Experts argue that the legal vacuum leaves Indonesia vulnerable to polarization, manipulation, and even foreign interference. With elections on the horizon and digital engagement intensifying, the lack of enforceable AI governance becomes not just a legal issue, but a democratic one.

The Need for Inclusive and Adaptive AI Legislation

To address these growing risks, Indonesia must move urgently toward enacting AI-specific legislation — but not hastily, and not in isolation. Legal experts and technologists emphasize the need for a participatory approach, involving private sector innovators, civil society, academia, and policymakers.

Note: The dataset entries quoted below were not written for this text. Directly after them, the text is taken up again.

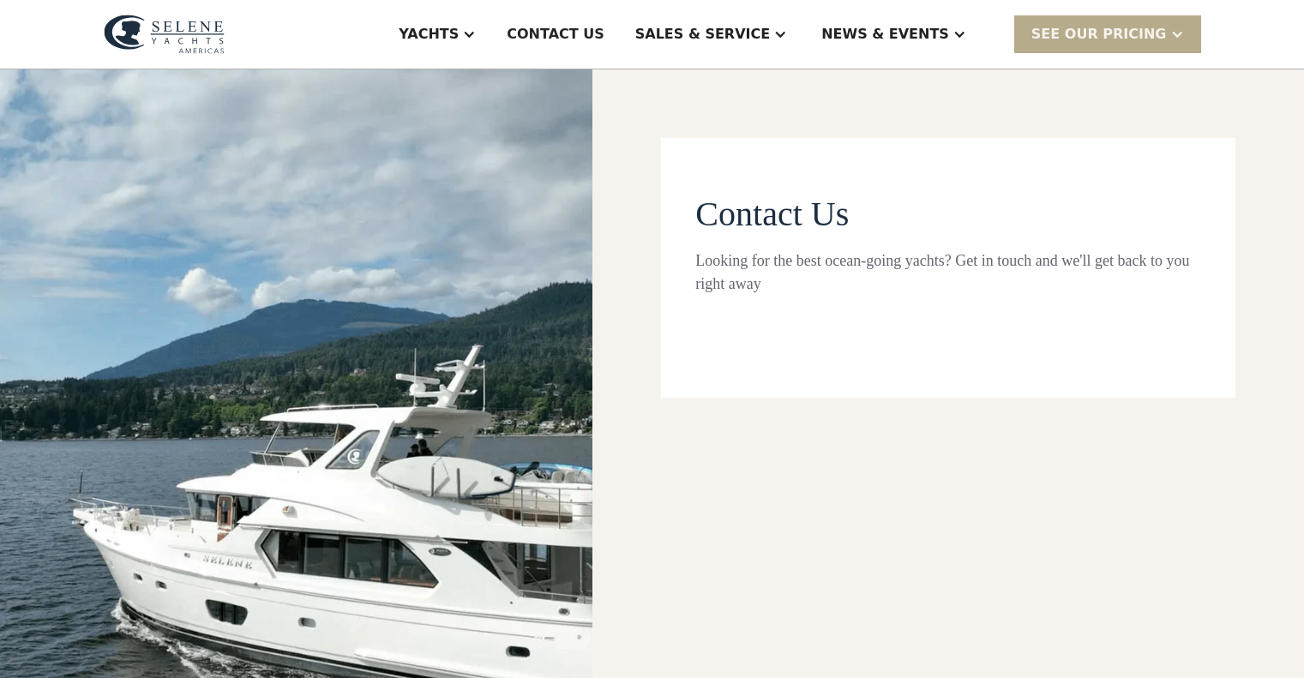 This screenshot has height=678, width=1304. What do you see at coordinates (429, 34) in the screenshot?
I see `div: Yachts` at bounding box center [429, 34]. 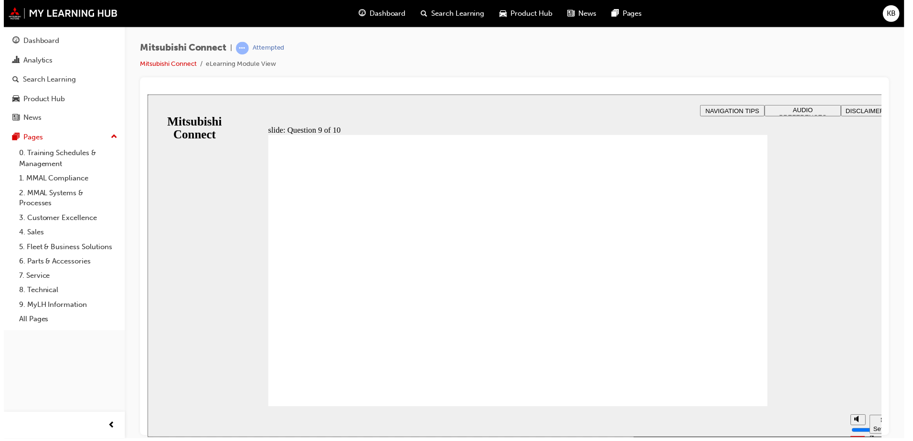 I want to click on span: DISCLAIMER, so click(x=721, y=16).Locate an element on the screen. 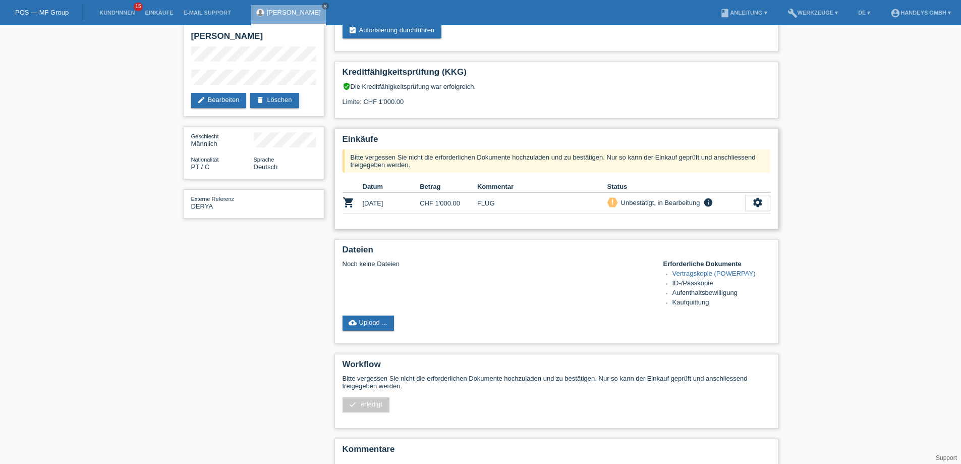  a: assignment_turned_inAutorisierung durchführen is located at coordinates (392, 31).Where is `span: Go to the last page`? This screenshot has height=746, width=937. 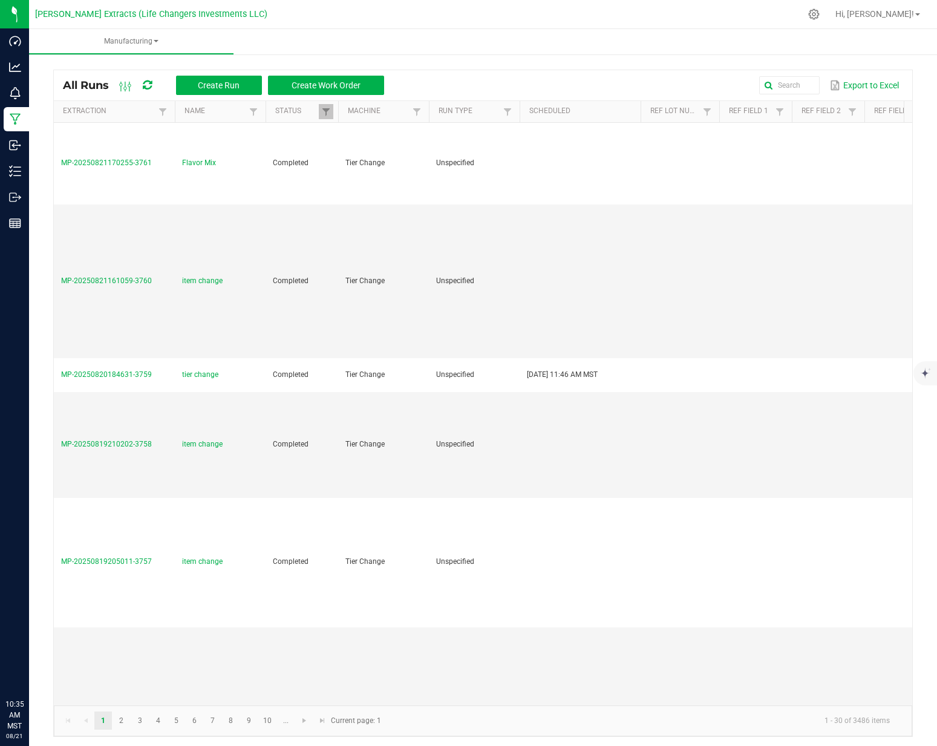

Future AI laws must cover authorship and ownership of machine-generated content, establish responsibility in the event of infringement or harm, and ensure transparency, accountability, and fairness in automated decision-making. They must also balance innovation with regulation — enabling growth while protecting rights and institutions.

International examples abound. The European Union’s AI Act and Japan’s adaptive policy model provide useful frameworks for Indonesia to study. Both approaches stress open dialogue, risk-tiered classification, and sector-specific guidelines — principles that Indonesia’s emerging AI landscape desperately needs.

A Policy Crisis in Motion

Without clear rules, AI in Indonesia will continue to operate in legal ambiguity. Creative industries will expand on shaky intellectual property foundations. Law enforcement will struggle to respond to increasingly sophisticated digital threats. And public trust in both information and institutions will erode.

The ITE Law and ministry circulars are no longer sufficient. As AI becomes more integrated into Indonesia’s economy and politics, legal silence is no longer an option. A robust, inclusive, and adaptive AI law — grounded in human rights and technological realities — is not just desirable. It is imperative.